Please transcribe only the lines that run from the line bearing "has width=653, height=367." to the end of the entries, keeping both end lines. Skip the pictures.

______________________________

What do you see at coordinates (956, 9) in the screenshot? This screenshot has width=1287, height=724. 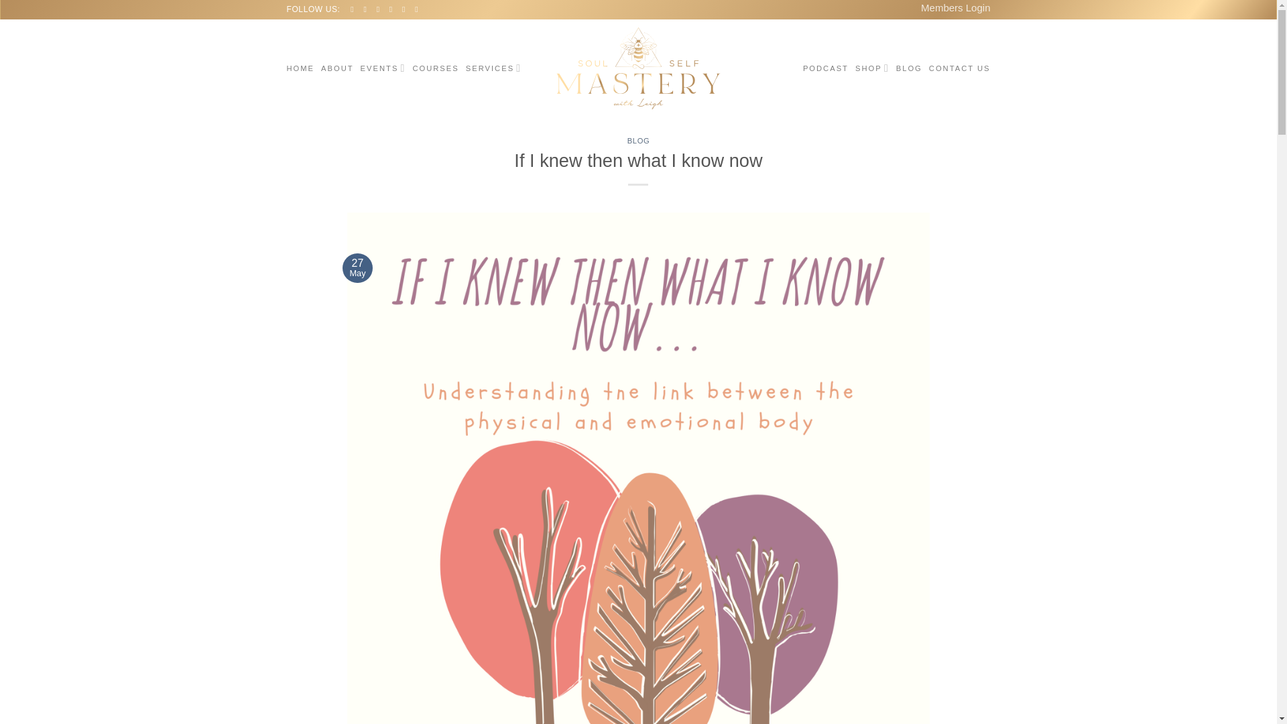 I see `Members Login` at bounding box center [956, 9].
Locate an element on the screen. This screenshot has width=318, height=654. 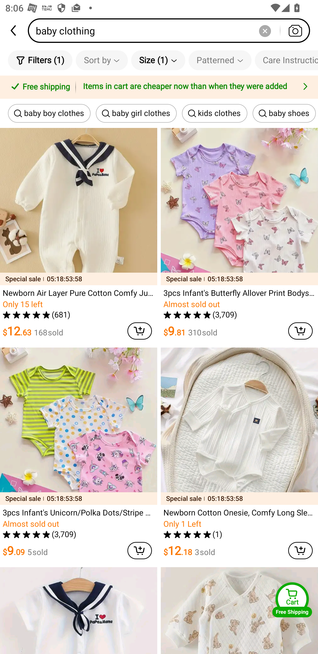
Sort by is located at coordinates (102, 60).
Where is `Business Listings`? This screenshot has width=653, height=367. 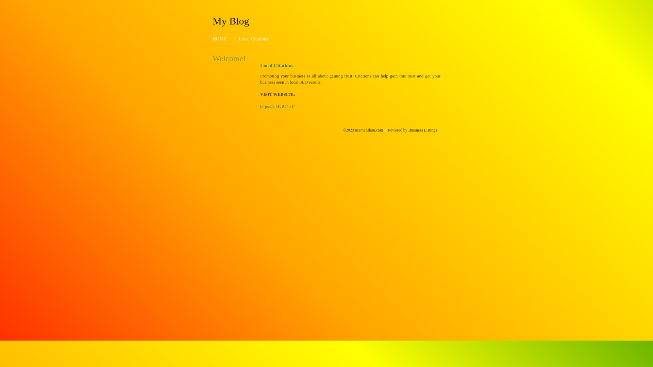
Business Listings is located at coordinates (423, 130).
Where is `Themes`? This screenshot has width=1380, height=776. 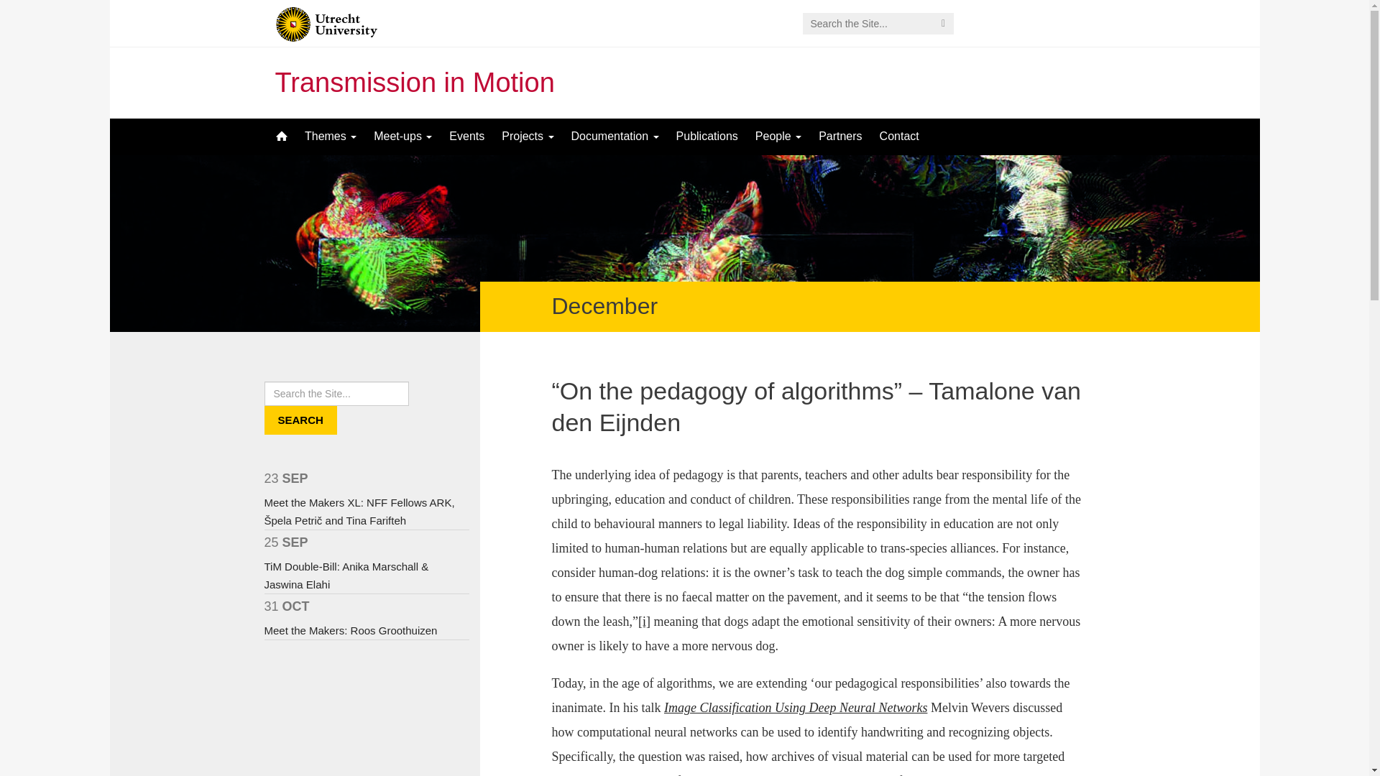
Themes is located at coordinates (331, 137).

______________________________

# [PROBLEM SOLUTION]
Where is `Business Listings`? This screenshot has width=653, height=367. 
Business Listings is located at coordinates (423, 130).
Where is `Themes`? This screenshot has width=1380, height=776. 
Themes is located at coordinates (331, 137).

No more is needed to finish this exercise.